Political Luminaries Lend Hands In Pa. Campaigns
ERIE, Pa. (AP) -- Former Democratic President Bill Clinton and rising stars in the Republican Party were among the political luminaries flocking to Pennsylvania on Thursday to campaign for candidates just days before voters decide high-profile races for governor and U.S. senator.
More than 300 people streamed into an Erie International Airport hangar to hear Clinton stump for two of Pennsylvania's many embattled Democratic candidates, U.S. Rep. Kathy Dahlkemper and gubernatorial nominee Dan Onorato.
Clinton repeated the message he has relayed at scores of political events nationwide, that Republicans want voters to be angry and blame high unemployment and deficits on Democrats so they usher a GOP that derailed the economy in the first place back into power.
"The more I got out here, the more concerned I became that the American people were going to vote out of anger and frustration and anxiety ... and get exactly what they do not want, which is what normally what happens when you make poor decisions when you're mad," Clinton said.
Several Republican candidates are leading their Democratic foes in Pennsylvania polls, as they ride a wave of discontent over joblessness and Democratic President Barack Obama, chief among them Senate GOP nominee Pat Toomey.
Toomey, speaking to a small lunchtime crowd gathered outside the Lackawanna County Courthouse in Scranton, urged supporters not to let up in the final stretch and to persuade friends and family to vote Republican.
"I think on Nov. 2 we're going to begin the process of taking back our country, restoring the kind of prosperity that we can have, that we should have," Toomey said. "We've got to get off the track they're on in Washington. We've got the most liberal elected government in the history of the Republic and they're trying to transform America into something like a European-style welfare state."
Clinton, perhaps the Democrats' biggest political star right now, was to head to southeastern Pennsylvania for five events, capped by a nighttime rally at Temple University with Senate hopeful Joe Sestak.
On Thursday afternoon in the Philadelphia suburb of King of Prussia, two Republican governors -- Haley Barbour of Mississippi and Bob McDonnell of Virginia -- were to speak at a rally for the party's gubernatorial candidate Tom Corbett.
That's not all.
Two other Republican governors -- Chris Christie of New Jersey and Tim Pawlenty of Minnesota -- planned to join Barbour on Friday morning to stump for Corbett and Toomey at two small airports in southeastern Pennsylvania before Obama arrives Saturday to fire up Democratic voters at a Philadelphia rally.
On Monday, first lady Michelle Obama will headline a rally in Philadelphia as well, where a heavy turnout by the city's large population of black voters is considered crucial to Democratic victories.
With the potential for the Toomey-Sestak contest to help decide partisan control of the U.S. Senate, Pennsylvania is a testing ground for potential GOP presidential candidates in 2012 -- Pawlenty and Barbour among them -- while millions of dollars from party organizations and other outside groups pour in to influence the outcome.
Meanwhile, both parties have funneled millions to Pennsylvania's gubernatorial candidates through their governors' associations.
In Erie, Tim Broderick and a handful of other anti-abortion rights protesters held picket signs, unhappy over Dahlkemper's vote for the new federal health care bill.
"I'm very upset that she clings to the pro-life label," Broderick said.
A supporter, 74-year-old Sally Swanson, said Dahlkemper's pro-life credentials have been unfairly attacked and noted that Dahlkemper is running a TV ad in which she acknowledges being an unwed mother.
"She's an honest person and they're tearing her apart," Swanson said.
At issue is federal funding for abortion procedures in the sweeping new health care bill Obama signed in March. The law walled off federal money from paying for the procedure, and an executive order Obama signed earlier this year affirmed long-standing restrictions on taxpayer-financed abortion. However, abortion rights opponents are divided over whether that is sufficient.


_Your goal_
Each line in the entries below that holds the string "page" must be copied.

_Materials provided_
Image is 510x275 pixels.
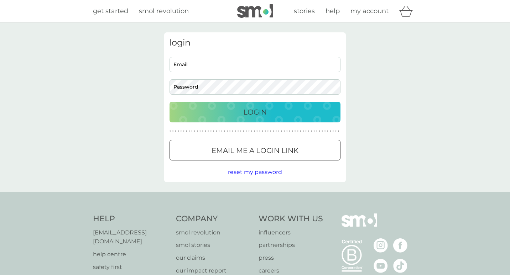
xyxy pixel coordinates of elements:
p: ● [234,130,236,133]
p: ● [332,130,334,133]
a: safety first [93,263,169,272]
p: ● [316,130,317,133]
p: ● [224,130,225,133]
button: Login [169,102,340,122]
h4: Help [93,214,169,225]
p: ● [175,130,176,133]
p: ● [283,130,285,133]
a: our claims [176,253,252,263]
p: ● [202,130,204,133]
p: Login [243,106,267,118]
p: ● [297,130,298,133]
img: smol [341,214,377,238]
img: visit the smol Facebook page [393,238,407,253]
a: smol revolution [176,228,252,237]
p: ● [196,130,198,133]
p: ● [169,130,171,133]
p: ● [248,130,249,133]
p: ● [305,130,306,133]
p: ● [324,130,326,133]
p: ● [188,130,190,133]
p: ● [218,130,220,133]
img: visit the smol Tiktok page [393,259,407,273]
p: ● [226,130,228,133]
p: ● [229,130,231,133]
p: ● [246,130,247,133]
p: ● [330,130,331,133]
p: ● [259,130,260,133]
p: ● [256,130,258,133]
img: visit the smol Instagram page [373,238,388,253]
span: my account [350,7,388,15]
p: ● [313,130,315,133]
p: ● [289,130,290,133]
p: ● [207,130,209,133]
p: ● [291,130,293,133]
p: ● [194,130,195,133]
p: ● [308,130,309,133]
p: ● [311,130,312,133]
p: ● [237,130,239,133]
a: help centre [93,250,169,259]
a: get started [93,6,128,16]
a: stories [294,6,315,16]
p: ● [338,130,339,133]
p: Email me a login link [211,145,298,156]
span: reset my password [228,169,282,175]
p: ● [262,130,263,133]
a: [EMAIL_ADDRESS][DOMAIN_NAME] [93,228,169,246]
p: ● [213,130,214,133]
p: ● [251,130,252,133]
p: ● [199,130,201,133]
button: Email me a login link [169,140,340,160]
p: ● [273,130,274,133]
p: ● [286,130,288,133]
p: ● [172,130,174,133]
span: smol revolution [139,7,189,15]
p: ● [270,130,271,133]
span: get started [93,7,128,15]
p: ● [267,130,269,133]
span: stories [294,7,315,15]
p: ● [243,130,244,133]
a: help [325,6,339,16]
span: help [325,7,339,15]
p: ● [302,130,304,133]
p: ● [264,130,266,133]
p: ● [253,130,255,133]
p: ● [178,130,179,133]
p: ● [327,130,328,133]
img: visit the smol Youtube page [373,259,388,273]
p: ● [186,130,187,133]
h4: Company [176,214,252,225]
p: ● [191,130,193,133]
p: ● [278,130,279,133]
p: ● [335,130,336,133]
p: smol stories [176,241,252,250]
p: ● [240,130,241,133]
p: ● [300,130,301,133]
p: ● [205,130,206,133]
p: partnerships [258,241,323,250]
img: smol [237,4,273,18]
p: ● [275,130,276,133]
p: ● [294,130,296,133]
h4: Work With Us [258,214,323,225]
button: reset my password [228,168,282,177]
p: ● [321,130,323,133]
a: smol revolution [139,6,189,16]
p: ● [210,130,211,133]
a: press [258,253,323,263]
p: ● [221,130,222,133]
a: influencers [258,228,323,237]
p: ● [281,130,282,133]
a: my account [350,6,388,16]
p: ● [216,130,217,133]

_Reply_
img: visit the smol Facebook page [393,238,407,253]
img: visit the smol Tiktok page [393,259,407,273]
img: visit the smol Instagram page [373,238,388,253]
img: visit the smol Youtube page [373,259,388,273]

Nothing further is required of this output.